The introduction of photography and of Japanese art to western audiences occurred during the same period, a happy coincidence that has kept legions of art historians busy ever since, trying to assign blame or influence, depending on your preference.  We also know that Klimt turned his opera glasses on objects close at hand, a technique that produced results which resemble what a near-sighted person sees when they go outside without glasses.  Such assaults on the perfection of Renaissance perspective have often been viewed as illegitimate means, regardless of ends.  As recently as thirty years ago, curator Peter Galassi’s exhibition Before Photography at the Museumof Modern Art was received skeptically, its examination of cross-influence between the two media dismissed as a parlor game.


Lake Attersee, situated in western Austria, is far removed from the hectic life of the capitol city.  Not that Klimt didn't enjoy being over-stimulated but, away from the distractions of so many attractive Viennese women, the artist  found an atmosphere conducive to working with landscape.  Both sublime and subliminally inspiring is the famed  Rosenwind, an easterly wind off Lake Attersee that carries the fragrance of a thousand roses from a castle garden, perfuming the air with magic.





















When I visited the Klimt  landscape exhibition at the Clark Art Institute I saw Arthur Schopenhauer's idea of nature's chaos brought under the control of art.  From close up, Klimt's brushstrokes appear abstract but back off and they represent flowers, trees, and water (but seldom sky) while remaining noncommittal, a very loose form of verisimilitude indeed.




Buildings inhabit space almost as an afterthought, as though these gardens were not also human creations.  The orderly looking farmhouse seems no match for its surroundings,  a Freudian image of emotion's triumph over reason.  Klimt's attitudes toward nature, human and otherwise, were pessimistic and regressive.  He wrote once that he yearned to find a place where "fate will allow us to enjoy our pleasure."  This from a man whose self-indulgence needed more than a cumberbund to restrain it. 






















Gustav Klimt Landscapes was one of four exhibitions at the Sterling and Francine Clark Art Institute (other displayed the works of architects Otto Wagner and Josef Hoffmann and the painter Bernardo Bellotto) were part of the Vienna Project at eleven institutions of art, music, and theater in Massachusetts during the summer of 2002.
Images:
1. unidentified photographer - Gustav Klimt and his telescope, c.1905, courtesy Clark Art Institue, Williamstown, MA.
2. Gustav Klimt - Italian Garden, 1913, Kunsthaus Zug/Foundation Kamm Collection, Switzerland.
3. Gustav Klimt - Fruit Orchard With Roses, c. 1911, courtesy Clark Art Institute.
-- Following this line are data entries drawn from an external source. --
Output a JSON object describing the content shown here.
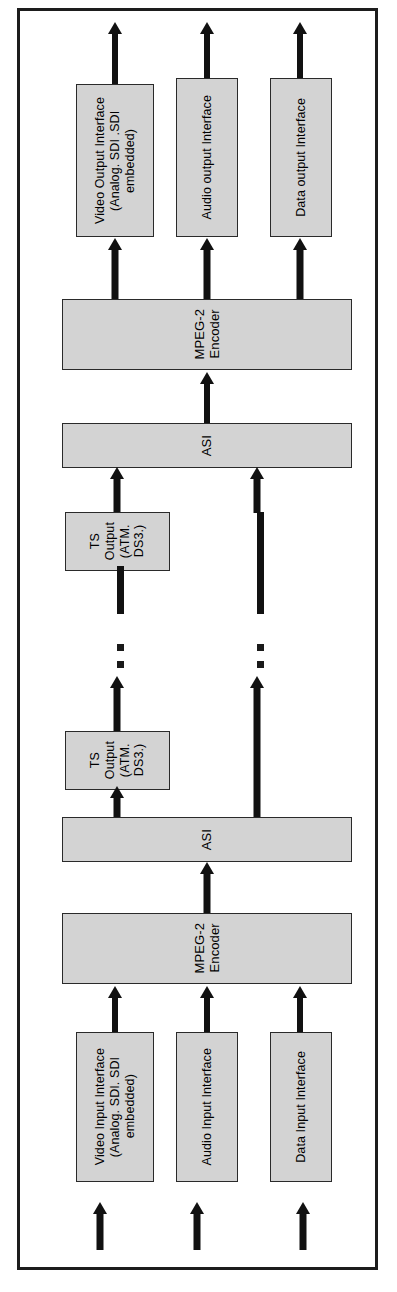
{
  "diagram": {
    "type": "block-diagram",
    "frame_color": "#1d1d1d",
    "block_fill": "#d3d3d3",
    "arrow_color": "#111111",
    "blocks": {
      "video_output_interface": "Video Output Interface\n(Analog. SDI .SDI\nembedded)",
      "audio_output_interface": "Audio output Interface",
      "data_output_interface": "Data output Interface",
      "mpeg2_decoder_bar": "MPEG-2\nEncoder",
      "asi_bar_upper": "ASI",
      "ts_output_upper": "TS\nOutput\n(ATM.\nDS3.)",
      "ts_output_lower": "TS\nOutput\n(ATM.\nDS3.)",
      "asi_bar_lower": "ASI",
      "mpeg2_encoder_bar": "MPEG-2\nEncoder",
      "video_input_interface": "Video Input Interface\n(Analog. SDI. SDI\nembedded)",
      "audio_input_interface": "Audio Input Interface",
      "data_input_interface": "Data Input Interface"
    },
    "connectors": {
      "video_out_up": "arrow-up",
      "audio_out_up": "arrow-up",
      "data_out_up": "arrow-up",
      "decoder_to_video_out": "arrow-up",
      "decoder_to_audio_out": "arrow-up",
      "decoder_to_data_out": "arrow-up",
      "asi_upper_to_decoder": "arrow-up",
      "ts_upper_to_asi_upper": "arrow-up",
      "link_video_dashed": "dashed-break",
      "link_data_dashed": "dashed-break",
      "ts_lower_to_link": "arrow-up",
      "data_lower_to_link": "arrow-up",
      "asi_lower_to_ts_lower": "arrow-up",
      "asi_lower_to_data_link": "line",
      "encoder_to_asi_lower": "arrow-up",
      "video_in_to_encoder": "arrow-up",
      "audio_in_to_encoder": "arrow-up",
      "data_in_to_encoder": "arrow-up",
      "video_in_source": "arrow-up",
      "audio_in_source": "arrow-up",
      "data_in_source": "arrow-up"
    }
  }
}
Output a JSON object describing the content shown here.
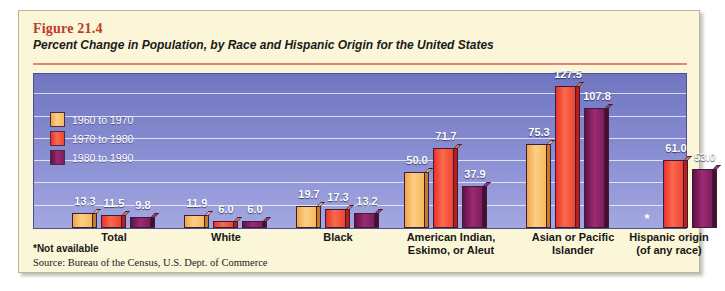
{
  "figure": {
    "number": "Figure 21.4",
    "title": "Percent Change in Population, by Race and Hispanic Origin for the United States",
    "note_not_available": "*Not available",
    "source": "Source: Bureau of the Census, U.S. Dept. of Commerce"
  },
  "colors": {
    "panel_background": "#fbf6d8",
    "plot_background": "#8b90d4",
    "title_rule": "#e8836e",
    "figure_number": "#c0392b",
    "series_1960_1970": "#f6b95f",
    "series_1970_1980": "#ef4430",
    "series_1980_1990": "#7d1d5c",
    "gridline": "#ffffff"
  },
  "chart_data": {
    "type": "bar",
    "title": "Percent Change in Population, by Race and Hispanic Origin for the United States",
    "xlabel": "",
    "ylabel": "",
    "ylim": [
      0,
      140
    ],
    "grid": true,
    "legend_position": "top-left-inside",
    "categories": [
      "Total",
      "White",
      "Black",
      "American Indian, Eskimo, or Aleut",
      "Asian or Pacific Islander",
      "Hispanic origin (of any race)"
    ],
    "category_lines": [
      [
        "Total"
      ],
      [
        "White"
      ],
      [
        "Black"
      ],
      [
        "American Indian,",
        "Eskimo, or Aleut"
      ],
      [
        "Asian or Pacific",
        "Islander"
      ],
      [
        "Hispanic origin",
        "(of any race)"
      ]
    ],
    "series": [
      {
        "name": "1960 to 1970",
        "values": [
          13.3,
          11.9,
          19.7,
          50.0,
          75.3,
          null
        ],
        "labels": [
          "13.3",
          "11.9",
          "19.7",
          "50.0",
          "75.3",
          "*"
        ]
      },
      {
        "name": "1970 to 1980",
        "values": [
          11.5,
          6.0,
          17.3,
          71.7,
          127.5,
          61.0
        ],
        "labels": [
          "11.5",
          "6.0",
          "17.3",
          "71.7",
          "127.5",
          "61.0"
        ]
      },
      {
        "name": "1980 to 1990",
        "values": [
          9.8,
          6.0,
          13.2,
          37.9,
          107.8,
          53.0
        ],
        "labels": [
          "9.8",
          "6.0",
          "13.2",
          "37.9",
          "107.8",
          "53.0"
        ]
      }
    ],
    "annotations": [
      "*Not available"
    ]
  }
}
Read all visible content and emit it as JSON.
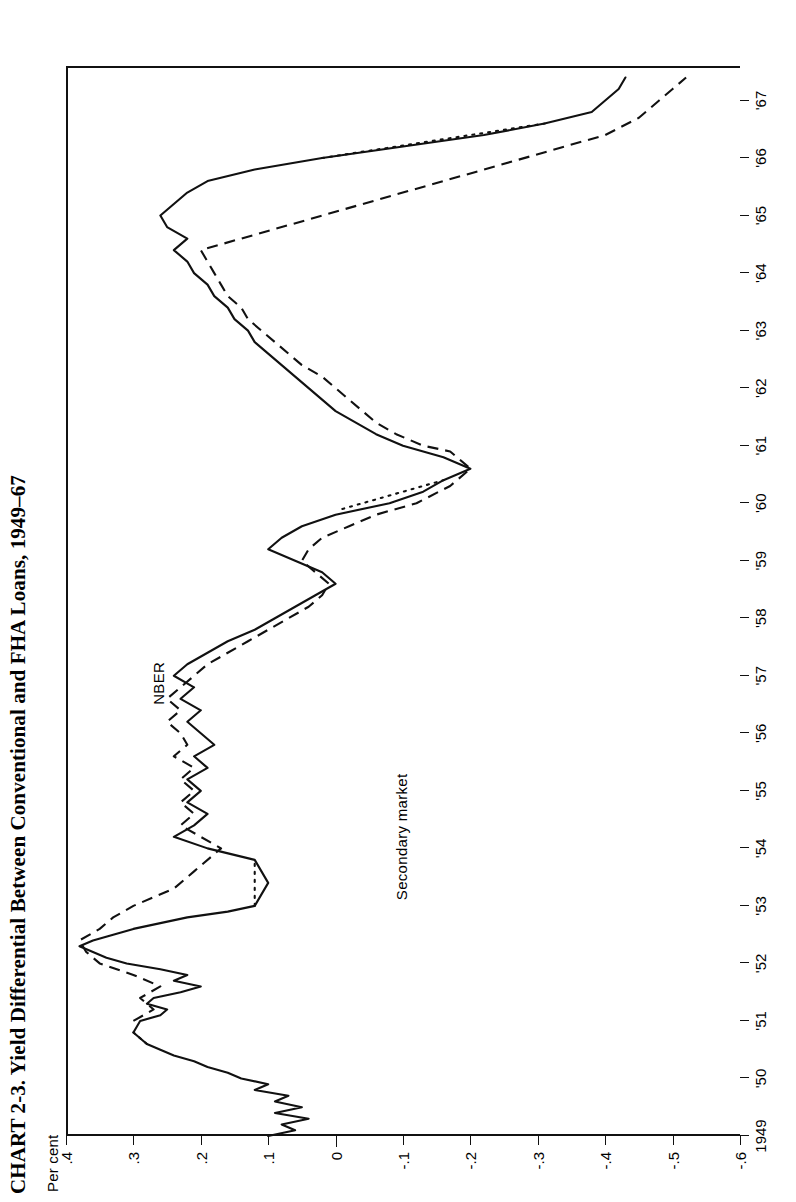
{
  "figure": {
    "title": "CHART 2-3. Yield Differential Between Conventional and FHA Loans, 1949–67",
    "unit_label": "Per cent"
  },
  "annotations": {
    "nber": "NBER",
    "secondary_market": "Secondary market"
  },
  "chart_data": {
    "type": "line",
    "title": "CHART 2-3. Yield Differential Between Conventional and FHA Loans, 1949–67",
    "xlabel": "",
    "ylabel": "Per cent",
    "ylim": [
      -0.6,
      0.4
    ],
    "xlim": [
      1949.0,
      1967.6
    ],
    "grid": false,
    "legend": "inline-annotations",
    "ytick_labels": [
      ".4",
      ".3",
      ".2",
      ".1",
      "0",
      "-.1",
      "-.2",
      "-.3",
      "-.4",
      "-.5",
      "-.6"
    ],
    "ytick_values": [
      0.4,
      0.3,
      0.2,
      0.1,
      0,
      -0.1,
      -0.2,
      -0.3,
      -0.4,
      -0.5,
      -0.6
    ],
    "xtick_labels": [
      "1949",
      "'50",
      "'51",
      "'52",
      "'53",
      "'54",
      "'55",
      "'56",
      "'57",
      "'58",
      "'59",
      "'60",
      "'61",
      "'62",
      "'63",
      "'64",
      "'65",
      "'66",
      "'67"
    ],
    "xtick_values": [
      1949,
      1950,
      1951,
      1952,
      1953,
      1954,
      1955,
      1956,
      1957,
      1958,
      1959,
      1960,
      1961,
      1962,
      1963,
      1964,
      1965,
      1966,
      1967
    ],
    "series": [
      {
        "name": "Secondary market",
        "style": "solid",
        "x": [
          1949.0,
          1949.1,
          1949.2,
          1949.3,
          1949.4,
          1949.5,
          1949.6,
          1949.7,
          1949.8,
          1949.9,
          1950.0,
          1950.1,
          1950.2,
          1950.3,
          1950.4,
          1950.5,
          1950.6,
          1950.8,
          1951.0,
          1951.1,
          1951.2,
          1951.3,
          1951.4,
          1951.5,
          1951.6,
          1951.7,
          1951.8,
          1951.9,
          1952.0,
          1952.1,
          1952.2,
          1952.3,
          1952.4,
          1952.5,
          1952.6,
          1952.7,
          1952.8,
          1952.9,
          1953.0,
          1953.2,
          1953.4,
          1953.6,
          1953.8,
          1954.0,
          1954.2,
          1954.4,
          1954.6,
          1954.8,
          1955.0,
          1955.2,
          1955.4,
          1955.6,
          1955.8,
          1956.0,
          1956.2,
          1956.4,
          1956.6,
          1956.8,
          1957.0,
          1957.2,
          1957.4,
          1957.6,
          1957.8,
          1958.0,
          1958.2,
          1958.4,
          1958.6,
          1958.8,
          1959.0,
          1959.2,
          1959.4,
          1959.6,
          1959.8,
          1960.0,
          1960.2,
          1960.4,
          1960.6,
          1960.8,
          1961.0,
          1961.2,
          1961.4,
          1961.6,
          1961.8,
          1962.0,
          1962.2,
          1962.4,
          1962.6,
          1962.8,
          1963.0,
          1963.2,
          1963.4,
          1963.6,
          1963.8,
          1964.0,
          1964.2,
          1964.4,
          1964.6,
          1964.8,
          1965.0,
          1965.2,
          1965.4,
          1965.6,
          1965.8,
          1966.0,
          1966.2,
          1966.4,
          1966.6,
          1966.8,
          1967.0,
          1967.2,
          1967.4
        ],
        "y": [
          0.1,
          0.06,
          0.08,
          0.04,
          0.09,
          0.05,
          0.09,
          0.07,
          0.12,
          0.1,
          0.14,
          0.16,
          0.19,
          0.21,
          0.24,
          0.26,
          0.28,
          0.3,
          0.29,
          0.26,
          0.25,
          0.28,
          0.27,
          0.23,
          0.2,
          0.24,
          0.22,
          0.26,
          0.31,
          0.34,
          0.36,
          0.38,
          0.36,
          0.33,
          0.3,
          0.26,
          0.22,
          0.16,
          0.12,
          0.11,
          0.1,
          0.11,
          0.12,
          0.19,
          0.24,
          0.21,
          0.19,
          0.22,
          0.2,
          0.22,
          0.19,
          0.21,
          0.18,
          0.2,
          0.22,
          0.2,
          0.23,
          0.21,
          0.24,
          0.22,
          0.19,
          0.16,
          0.12,
          0.09,
          0.06,
          0.03,
          0.0,
          0.02,
          0.06,
          0.1,
          0.08,
          0.05,
          0.0,
          -0.08,
          -0.13,
          -0.16,
          -0.2,
          -0.16,
          -0.1,
          -0.06,
          -0.03,
          0.0,
          0.02,
          0.04,
          0.06,
          0.08,
          0.1,
          0.12,
          0.13,
          0.15,
          0.16,
          0.18,
          0.19,
          0.21,
          0.22,
          0.24,
          0.22,
          0.25,
          0.26,
          0.24,
          0.22,
          0.19,
          0.12,
          0.02,
          -0.1,
          -0.22,
          -0.31,
          -0.38,
          -0.4,
          -0.42,
          -0.43
        ],
        "note": "Solid line; short dotted gap in 1950 where data were interpolated."
      },
      {
        "name": "NBER",
        "style": "dashed",
        "x": [
          1951.0,
          1951.2,
          1951.4,
          1951.6,
          1951.8,
          1952.0,
          1952.2,
          1952.4,
          1952.6,
          1952.8,
          1953.0,
          1953.3,
          1953.6,
          1953.9,
          1954.0,
          1954.2,
          1954.4,
          1954.6,
          1954.8,
          1955.0,
          1955.2,
          1955.4,
          1955.6,
          1955.8,
          1956.0,
          1956.2,
          1956.4,
          1956.6,
          1956.8,
          1957.0,
          1957.2,
          1957.4,
          1957.6,
          1957.8,
          1958.0,
          1958.2,
          1958.4,
          1958.6,
          1958.8,
          1959.0,
          1959.2,
          1959.4,
          1959.6,
          1959.8,
          1960.0,
          1960.3,
          1960.6,
          1960.9,
          1961.0,
          1961.2,
          1961.4,
          1961.6,
          1961.8,
          1962.0,
          1962.2,
          1962.4,
          1962.6,
          1962.8,
          1963.0,
          1963.2,
          1963.4,
          1963.6,
          1963.8,
          1964.0,
          1964.2,
          1964.4,
          1966.4,
          1966.7,
          1967.0,
          1967.2,
          1967.4
        ],
        "y": [
          0.3,
          0.27,
          0.29,
          0.26,
          0.3,
          0.35,
          0.37,
          0.38,
          0.35,
          0.33,
          0.3,
          0.24,
          0.21,
          0.18,
          0.17,
          0.2,
          0.23,
          0.21,
          0.23,
          0.21,
          0.23,
          0.21,
          0.24,
          0.22,
          0.23,
          0.25,
          0.23,
          0.25,
          0.23,
          0.21,
          0.19,
          0.16,
          0.13,
          0.1,
          0.07,
          0.04,
          0.02,
          0.01,
          0.03,
          0.05,
          0.04,
          0.02,
          -0.02,
          -0.06,
          -0.12,
          -0.17,
          -0.2,
          -0.17,
          -0.13,
          -0.09,
          -0.06,
          -0.04,
          -0.02,
          0.0,
          0.02,
          0.05,
          0.07,
          0.09,
          0.11,
          0.13,
          0.14,
          0.16,
          0.17,
          0.18,
          0.19,
          0.2,
          -0.4,
          -0.45,
          -0.48,
          -0.5,
          -0.52
        ],
        "note": "Long-dash line; dotted where interpolated (1953, 1959-60, 1966-67)."
      }
    ]
  }
}
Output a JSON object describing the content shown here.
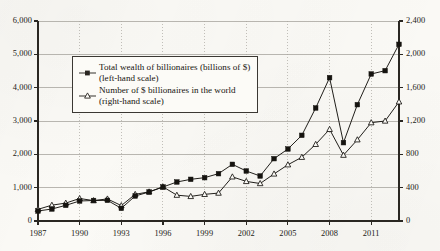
{
  "chart_data": {
    "type": "line",
    "title": "",
    "subtitle": "",
    "xlabel": "",
    "ylabel": "",
    "grid": "horizontal-solid-vertical-dotted",
    "legend_position": "upper-left-inside",
    "x": [
      1987,
      1988,
      1989,
      1990,
      1991,
      1992,
      1993,
      1994,
      1995,
      1996,
      1997,
      1998,
      1999,
      2000,
      2001,
      2002,
      2003,
      2004,
      2005,
      2006,
      2007,
      2008,
      2009,
      2010,
      2011,
      2012,
      2013
    ],
    "xtick_labels": [
      "1987",
      "1990",
      "1993",
      "1996",
      "1999",
      "2002",
      "2005",
      "2008",
      "2011"
    ],
    "xtick_values": [
      1987,
      1990,
      1993,
      1996,
      1999,
      2002,
      2005,
      2008,
      2011
    ],
    "xlim": [
      1987,
      2013
    ],
    "axes": [
      {
        "id": "left",
        "name": "left-hand scale",
        "ylim": [
          0,
          6000
        ],
        "ytick_labels": [
          "0",
          "1,000",
          "2,000",
          "3,000",
          "4,000",
          "5,000",
          "6,000"
        ],
        "ytick_values": [
          0,
          1000,
          2000,
          3000,
          4000,
          5000,
          6000
        ]
      },
      {
        "id": "right",
        "name": "right-hand scale",
        "ylim": [
          0,
          2400
        ],
        "ytick_labels": [
          "0",
          "400",
          "800",
          "1,200",
          "1,600",
          "2,000",
          "2,400"
        ],
        "ytick_values": [
          0,
          400,
          800,
          1200,
          1600,
          2000,
          2400
        ]
      }
    ],
    "series": [
      {
        "name": "Total wealth of billionaires (billions of $)",
        "scale": "left",
        "marker": "filled-square",
        "color": "#15130f",
        "values": [
          300,
          360,
          470,
          600,
          615,
          620,
          380,
          750,
          870,
          1020,
          1170,
          1250,
          1300,
          1420,
          1700,
          1500,
          1350,
          1870,
          2160,
          2570,
          3390,
          4300,
          2350,
          3490,
          4410,
          4510,
          5300
        ]
      },
      {
        "name": "Number of $ billionaires in the world",
        "scale": "right",
        "marker": "open-triangle",
        "color": "#15130f",
        "values": [
          140,
          190,
          215,
          270,
          245,
          265,
          185,
          320,
          350,
          410,
          310,
          295,
          320,
          335,
          530,
          475,
          450,
          565,
          675,
          765,
          920,
          1100,
          790,
          975,
          1180,
          1200,
          1430
        ]
      }
    ]
  },
  "legend": {
    "entries": [
      {
        "marker_name": "filled-square-marker",
        "line1": "Total wealth of billionaires (billions of $)",
        "line2": "(left-hand scale)"
      },
      {
        "marker_name": "open-triangle-marker",
        "line1": "Number of $ billionaires in the world",
        "line2": "(right-hand scale)"
      }
    ]
  }
}
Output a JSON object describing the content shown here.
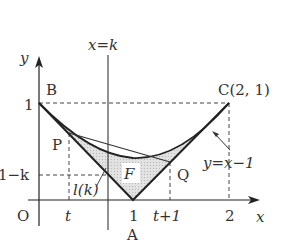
{
  "diagram": {
    "labels": {
      "y_axis": "y",
      "x_axis": "x",
      "line_xk": "x=k",
      "point_B": "B",
      "point_C": "C(2, 1)",
      "point_P": "P",
      "point_Q": "Q",
      "point_A": "A",
      "origin": "O",
      "y_tick_1": "1",
      "y_tick_1mk": "1−k",
      "x_tick_t": "t",
      "x_tick_1": "1",
      "x_tick_t1": "t+1",
      "x_tick_2": "2",
      "region_F": "F",
      "segment_lk": "l(k)",
      "curve_label": "y=x−1"
    },
    "colors": {
      "stroke": "#222222",
      "fill_region": "#d6d6d6",
      "dashed": "#444444"
    }
  }
}
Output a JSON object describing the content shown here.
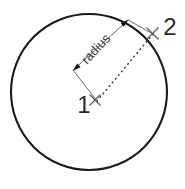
{
  "figure": {
    "kind": "geometry-diagram",
    "background_color": "#ffffff",
    "line_color": "#1a1a1a",
    "dim_line_color": "#555555",
    "dotted_line_color": "#3d3d3d",
    "text_color": "#2b2b2b"
  },
  "circle": {
    "center_x": 89,
    "center_y": 92,
    "radius": 78,
    "stroke_width": 2.1
  },
  "points": [
    {
      "id": "point-1",
      "label": "1",
      "role": "center",
      "x": 95,
      "y": 100,
      "label_x": 84,
      "label_y": 113,
      "marker": "x-marker",
      "font_size": 24
    },
    {
      "id": "point-2",
      "label": "2",
      "role": "on-circumference",
      "x": 152,
      "y": 33,
      "label_x": 170,
      "label_y": 35,
      "marker": "x-marker",
      "font_size": 24
    }
  ],
  "dimension": {
    "label": "radius",
    "font_size": 13,
    "rotation_deg": -47,
    "text_x": 99,
    "text_y": 52,
    "arrow_start_x": 73,
    "arrow_start_y": 70,
    "arrow_end_x": 128,
    "arrow_end_y": 20,
    "arrowheads": "both-ends",
    "offset_from_measured_line": 20
  },
  "measured_line": {
    "style": "dotted",
    "from_point": "point-1",
    "to_point": "point-2",
    "from_x": 97,
    "from_y": 101,
    "to_x": 153,
    "to_y": 34,
    "dot_size": 1.5
  },
  "extension_lines": [
    {
      "id": "ext-line-center",
      "from_x": 97,
      "from_y": 101,
      "to_x": 73,
      "to_y": 70
    },
    {
      "id": "ext-line-circumference",
      "from_x": 153,
      "from_y": 34,
      "to_x": 128,
      "to_y": 20
    }
  ]
}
Williamstown, MA.
4. Gustav Klimt -  Roses Under the Trees, 1905, Musee d'Orsay, Paris. (to be restored to its original owners who sold it the Nazis under duress  - March, 2021)
5. Gustav Klimt - Farmhouse with Birch Trees, 1911, Belvedere Galerie, Vienna.
 6. Gustav Klimt - Forest Slope in Unterach on the Attersee, 1916, private collection, courtesy Clark Art Institute,

8 comments:

Rubye Jack said...

There's something about Klimt that bothers me, but than I really don't care for any of the pointillist work. It's just too claustrophobic for my mind to handle it.

Eduardo Alvarado said...

Dear Jane, your blog is a treasure!

Thank you!!!

Neil said...

Elegantly untethered - I like that so much!

Jane said...

Thanks, Towanda. You have company because many people have found Klimt's work unsettling - for any number of reasons.

Jane said...

Eduardo, to have readers and to have them enjoy what they find here is a gift. I thank you.

StoneyStone said...

The mention of Photography and Japanese art certainly brings to mind the work of Arthur Wesley Dow and his woodcuts and cyanotype photography, but Dow certainly took his art in a different direction than Klimt. Interesting posting...thanks for what you do!

Jane said...

Neil, when I chose untethered I was thinking how the sky and/or the horizon get(s) short shrift in Klimt's landscapes. Also, how disorienting it is to look at ordinary objects with an unusual optic magnitude. The word elegant was meant as a tribute to how the results look, how the eye is drawn into the paintings and finds there a satisfying composition in nature (imposed by the artist?).

Siddhartha Joshi said...

Great to see Klimt's work...he is one of my favorite artists!